Sheila Campbell, an analyst at the Congressional Budget Office discuss that possibility in a brief on the implications of efforts to increase the transparency of health care and prescription drug prices.

Wider access to price data could give help to individuals who shop for low-priced care, and that information could be especially helpful to people who will be paying for care out of their own pockets, including people with high-deductible health plans and health savings accounts, Campbell writes.

Campbell cites evidence from one study, conducted in the 1970s and 1980s, that indicated that individuals were most likely to use price information when initially seeking care for a medical condition.

“Once they went to a doctor, subsequent spending per person was similar in the different cost-sharing arrangements,” Campbell writes.

But Campbell warns that availability of price information could lead some doctors and hospitals to price medical care less aggressively.

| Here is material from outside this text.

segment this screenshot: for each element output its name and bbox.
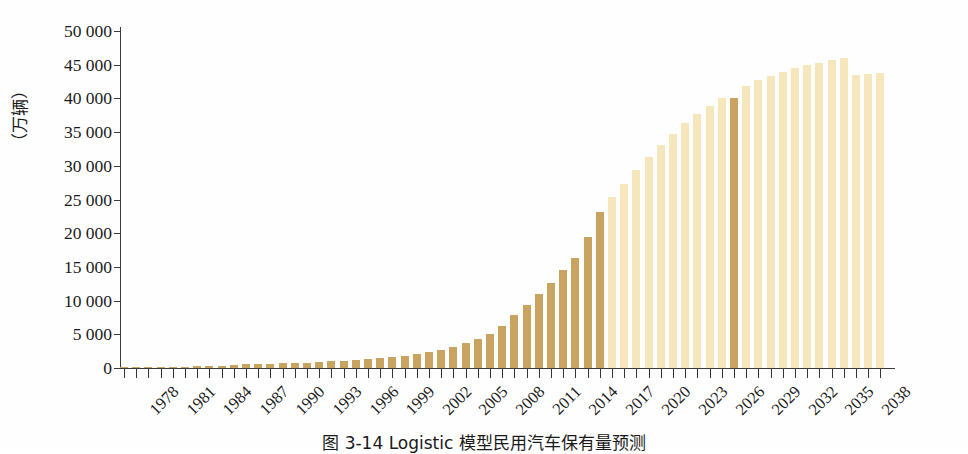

Hospitals would be in an especially strong position to use price information to increase prices, Campbell writes.

“The markets for physicians’ services are often far less concentrated than hospital markets, reducing the likelihood that greater transparency would lead to higher prices,” Campbell writes.

Pressure from insurers, consumers and regulators might keep providers from using price data to increase the cost of care, but providers might end up charging similar rates for similar services, eliminating the bargains available to careful health care shoppers today, Campbell writes.